CDC stops recommending COVID-19 shots for all



NEW YORK (AP) — The Centers for Disease Control (CDC) and Prevention has adopted recommendations by a new group of vaccine advisers, and stopped recommending COVID-19 shots for anyone — leaving the choice up to patients.

The government health agency on Monday announced it has adopted recommendations made last month by advisers picked by U.S. Health Secretary Robert F. Kennedy Jr.

Before this year, U.S. health officials — following recommendations by infectious disease experts — recommended annual COVID-19 boosters for all Americans ages 6 months and older. The idea was to update protection against the coronavirus as it continues to evolve.

As the COVID-19 pandemic waned, experts increasingly discussed the possibility of focusing vaccination efforts on people 65 and older — who are among those most at risk for death and hospitalization.

But Kennedy, who has questioned the safety of COVID-19 vaccines, abruptly announced in May that COVID-19 vaccines were no longer recommended for healthy children and pregnant women. He also dismissed the CDC’s Advisory Committee on Immunization Practices and replaced them with a handpicked group.

The new group voted last month to say all Americans should make their own decisions. But the CDC also says vaccine decisions, especially for seniors, should involve checking with a doctor, nurse or pharmacist.

The recommendation was endorsed by Deputy Secretary of Health and Human Services Jim O'Neill, who is serving as the CDC’s acting director. O’Neill signed off on it last week, but HHS officials announced it Monday.

The panel also urged the CDC to adopt stronger language around claims of vaccine risks, despite pushback from outside medical groups who said the shots had a proven safety record from the billions of doses administered worldwide.

In a statement Monday, O’Neill celebrated the change, saying past guidance "deterred health care providers from talking about the risks and benefits of vaccination.”

“Informed consent is back,” O'Neill said in a statement some doctors objected to.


● **Exercise instructions**
Would you please restate every record exactly as written?

-- Data supplied follows --

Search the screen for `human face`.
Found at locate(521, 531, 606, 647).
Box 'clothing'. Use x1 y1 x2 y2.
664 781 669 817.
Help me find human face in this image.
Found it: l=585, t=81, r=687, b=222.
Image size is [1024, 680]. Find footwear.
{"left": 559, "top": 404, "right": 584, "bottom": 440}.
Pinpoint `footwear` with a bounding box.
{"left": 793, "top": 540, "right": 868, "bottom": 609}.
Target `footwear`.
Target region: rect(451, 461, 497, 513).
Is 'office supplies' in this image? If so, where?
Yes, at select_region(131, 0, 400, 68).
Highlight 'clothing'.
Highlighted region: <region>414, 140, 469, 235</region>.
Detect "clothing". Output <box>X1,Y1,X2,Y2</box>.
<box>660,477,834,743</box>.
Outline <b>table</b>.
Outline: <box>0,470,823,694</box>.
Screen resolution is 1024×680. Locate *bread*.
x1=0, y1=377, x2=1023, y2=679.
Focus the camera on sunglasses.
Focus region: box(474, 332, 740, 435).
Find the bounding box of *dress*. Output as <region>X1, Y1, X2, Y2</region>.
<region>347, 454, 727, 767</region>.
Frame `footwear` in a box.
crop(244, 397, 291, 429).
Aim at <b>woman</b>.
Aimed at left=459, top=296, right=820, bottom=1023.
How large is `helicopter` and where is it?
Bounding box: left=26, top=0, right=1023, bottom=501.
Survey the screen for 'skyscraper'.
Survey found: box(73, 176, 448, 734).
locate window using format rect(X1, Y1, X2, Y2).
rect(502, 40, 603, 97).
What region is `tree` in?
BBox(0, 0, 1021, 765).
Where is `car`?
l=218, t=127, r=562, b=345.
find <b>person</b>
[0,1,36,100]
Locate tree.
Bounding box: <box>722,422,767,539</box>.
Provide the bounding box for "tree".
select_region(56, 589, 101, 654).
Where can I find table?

-- Data supplied concluded --

● **Expected answer**
Search the screen for `human face`.
Found at locate(521, 531, 606, 647).
Box 'clothing'. Use x1 y1 x2 y2.
664 781 669 817.
Help me find human face in this image.
Found it: l=585, t=81, r=687, b=222.
Image size is [1024, 680]. Find footwear.
{"left": 559, "top": 404, "right": 584, "bottom": 440}.
Pinpoint `footwear` with a bounding box.
{"left": 793, "top": 540, "right": 868, "bottom": 609}.
Target `footwear`.
Target region: rect(451, 461, 497, 513).
Is 'office supplies' in this image? If so, where?
Yes, at select_region(131, 0, 400, 68).
Highlight 'clothing'.
Highlighted region: <region>414, 140, 469, 235</region>.
Detect "clothing". Output <box>X1,Y1,X2,Y2</box>.
<box>660,477,834,743</box>.
Outline <b>table</b>.
Outline: <box>0,470,823,694</box>.
Screen resolution is 1024×680. Locate *bread*.
x1=0, y1=377, x2=1023, y2=679.
Focus the camera on sunglasses.
Focus region: box(474, 332, 740, 435).
Find the bounding box of *dress*. Output as <region>X1, Y1, X2, Y2</region>.
<region>347, 454, 727, 767</region>.
Frame `footwear` in a box.
crop(244, 397, 291, 429).
Aim at <b>woman</b>.
Aimed at left=459, top=296, right=820, bottom=1023.
How large is `helicopter` and where is it?
Bounding box: left=26, top=0, right=1023, bottom=501.
Survey the screen for 'skyscraper'.
Survey found: box(73, 176, 448, 734).
locate window using format rect(X1, Y1, X2, Y2).
rect(502, 40, 603, 97).
What region is `tree` in?
BBox(0, 0, 1021, 765).
Where is `car`?
l=218, t=127, r=562, b=345.
find <b>person</b>
[0,1,36,100]
Locate tree.
Bounding box: <box>722,422,767,539</box>.
Provide the bounding box for "tree".
select_region(56, 589, 101, 654).
Where can I find table?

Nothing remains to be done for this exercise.